Growth Rate Contracted Users
The period-over-period percentage change in your total contracted user pool, from opening balance to closing balance.
◆ Percentage
Formula
Built from
What it measures
The percentage velocity of your contracted user pool, divorced from absolute headcount. It captures how fast the forward-looking user commitment — seats signed under active contracts but not necessarily yet active in the product — is expanding or contracting between two period-end snapshots. Because Total Contracted Users already nets new signings and upsells against expected churn and downgrades, GRCU tells you whether your future active user base is set to accelerate or decelerate, not how many live users you have today.
Why it matters
You track GRCU because it is the earliest signal of future active user growth. A spike in contracted users this month foreshadows higher active users in coming months, once those contracts activate. Operations and product teams use it to forecast seat demand and plan support, infrastructure, and onboarding capacity ahead of the curve — if GRCU is slowing, active user growth typically softens shortly after. Finance and boards scrutinize it because it reveals the velocity of user commitments before they show up in usage: a company with flat active users but accelerating GRCU is poised to re-accelerate, while flat or negative GRCU is a leading indicator of pressure on the user base and weakening sales execution or retention.
How to read it
Read GRCU as a trend, never a single snapshot — compare this period to the prior one, to your plan, and to your stage. Positive GRCU means new seats and upsells are outrunning downgrades and churn; flat or negative means the leaks are winning. The most useful comparison is GRCU against your active user growth rate: GRCU running ahead signals a healthy pipeline feeding into future active users, while GRCU running behind signals fewer new signings and tightening conditions that will show up in active users later. Decompose any move into new contracted users, upsell seats, and expected churn to diagnose the driver. Negative GRCU is a warning to investigate whether churn expectations are rising, retention is slipping, or deal sizes are shrinking.
What good looks like
Good
GRCU is positive and steady or rising, with new and upsell seats clearly outrunning downgrades and churn, and GRCU tracking at or slightly ahead of active user growth.
Watch
GRCU is slowing toward flat, growth is leaning on one or two large multi-seat deals, or churn expectations are creeping up inside the contracted pool.
Bad
GRCU is negative — new user commitments are no longer keeping pace with attrition and downgrades, signaling future pressure on the active user base.
Watch-outs
- Confusing GRCU with active user churn. GRCU measures the percentage change in signed user commitments; active user churn measures the share of live users lost. High GRCU alongside rising churn means new signings are strong but existing-customer retention is at risk — both can be true at once.

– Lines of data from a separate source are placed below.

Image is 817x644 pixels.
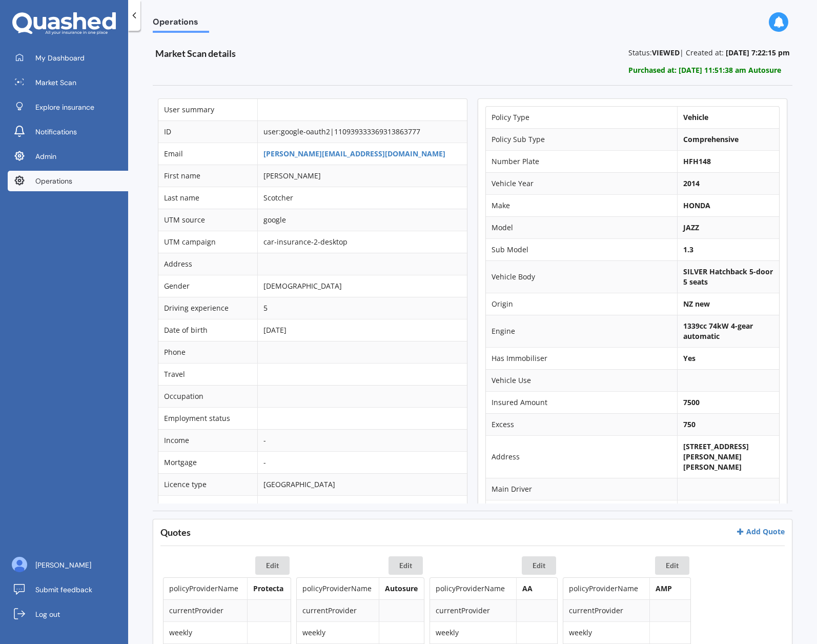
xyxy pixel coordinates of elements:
[36,52,84,63] span: My Dashboard
[522,584,533,594] b: AA
[163,621,247,643] td: weekly
[385,584,418,594] b: Autosure
[655,556,689,574] button: Edit
[8,121,129,142] a: Notifications
[158,231,257,253] td: UTM campaign
[564,578,649,600] td: policyProviderName
[253,584,283,594] b: Protecta
[8,48,129,68] a: My Dashboard
[158,275,257,297] td: Gender
[257,474,467,495] td: [GEOGRAPHIC_DATA]
[257,164,467,187] td: [PERSON_NAME]
[158,407,257,429] td: Employment status
[257,209,467,231] td: google
[684,321,753,341] b: 1339cc 74kW 4-gear automatic
[485,314,677,347] td: Engine
[158,253,257,275] td: Address
[430,600,516,621] td: currentProvider
[158,495,257,517] td: Motorcycle licence type
[257,121,467,143] td: user:google-oauth2|110939333369313863777
[485,151,677,172] td: Number Plate
[158,187,257,209] td: Last name
[656,584,672,594] b: AMP
[485,129,677,151] td: Policy Sub Type
[485,435,677,478] td: Address
[36,176,72,186] span: Operations
[485,194,677,217] td: Make
[158,297,257,319] td: Driving experience
[36,127,77,137] span: Notifications
[485,391,677,413] td: Insured Amount
[160,527,190,539] h3: Quotes
[257,297,467,319] td: 5
[36,584,92,595] span: Submit feedback
[158,164,257,187] td: First name
[485,217,677,239] td: Model
[257,231,467,253] td: car-insurance-2-desktop
[257,452,467,474] td: -
[8,579,129,600] a: Submit feedback
[8,97,129,117] a: Explore insurance
[684,420,696,429] b: 750
[684,245,693,254] b: 1.3
[158,209,257,231] td: UTM source
[736,527,785,537] a: Add Quote
[163,600,247,621] td: currentProvider
[297,578,379,600] td: policyProviderName
[158,429,257,452] td: Income
[36,609,60,619] span: Log out
[153,17,209,31] span: Operations
[684,157,711,166] b: HFH148
[158,452,257,474] td: Mortgage
[652,48,680,58] b: VIEWED
[158,99,257,121] td: User summary
[389,556,423,574] button: Edit
[36,77,76,88] span: Market Scan
[564,600,649,621] td: currentProvider
[257,319,467,341] td: [DATE]
[8,146,129,166] a: Admin
[684,354,696,363] b: Yes
[430,578,516,600] td: policyProviderName
[8,604,129,625] a: Log out
[255,556,290,574] button: Edit
[684,442,749,472] b: [STREET_ADDRESS][PERSON_NAME][PERSON_NAME]
[564,621,649,643] td: weekly
[297,600,379,621] td: currentProvider
[36,560,92,570] span: [PERSON_NAME]
[158,121,257,143] td: ID
[684,299,710,308] b: NZ new
[257,187,467,209] td: Scotcher
[485,172,677,194] td: Vehicle Year
[628,48,790,58] p: Status: | Created at:
[36,151,56,161] span: Admin
[485,292,677,314] td: Origin
[163,578,247,600] td: policyProviderName
[485,261,677,292] td: Vehicle Body
[158,341,257,363] td: Phone
[684,134,739,144] b: Comprehensive
[430,621,516,643] td: weekly
[485,500,677,522] td: Licence Type
[158,363,257,385] td: Travel
[158,319,257,341] td: Date of birth
[158,385,257,407] td: Occupation
[684,397,700,407] b: 7500
[684,178,700,188] b: 2014
[485,413,677,435] td: Excess
[263,149,446,159] a: [PERSON_NAME][EMAIL_ADDRESS][DOMAIN_NAME]
[485,478,677,500] td: Main Driver
[684,200,711,210] b: HONDA
[485,369,677,391] td: Vehicle Use
[485,347,677,369] td: Has Immobiliser
[36,102,94,112] span: Explore insurance
[257,275,467,297] td: [DEMOGRAPHIC_DATA]
[257,429,467,452] td: -
[156,48,429,60] h3: Market Scan details
[297,621,379,643] td: weekly
[684,112,708,122] b: Vehicle
[8,72,129,93] a: Market Scan
[628,65,781,74] b: Purchased at: [DATE] 11:51:38 am Autosure
[485,106,677,129] td: Policy Type
[684,267,773,287] b: SILVER Hatchback 5-door 5 seats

- Ignoring churn expectations baked into TCU. Total Contracted Users already nets out expected future churn and downgrades, so a flat GRCU can mask strong underlying new bookings that are being offset by higher expected attrition. Decompose before you conclude bookings are weak.
- Forgetting the activation lag. Contracted user growth precedes active user growth by the average contract start delay. Don't panic when GRCU grows but active users are flat — instead, verify the pipeline activates on schedule.
- Reading a single noisy period. GRCU is sensitive to deal timing and batch size: one large multi-seat contract creates a spike that normalizes the next period. Use a rolling window or compare cohort-by-cohort to smooth the noise.
Worked example
Hypothetical
You close March with 5,000 contracted users. In April you sign 1,200 new seats and add 300 upsell seats, but downgrade revisions remove 200 and churn expectations remove 100. Closing April TCU is 5,000 + 1,200 + 300 − 200 − 100 = 6,200 users, so GRCU for April is (6,200 − 5,000) ÷ 5,000 = 24%.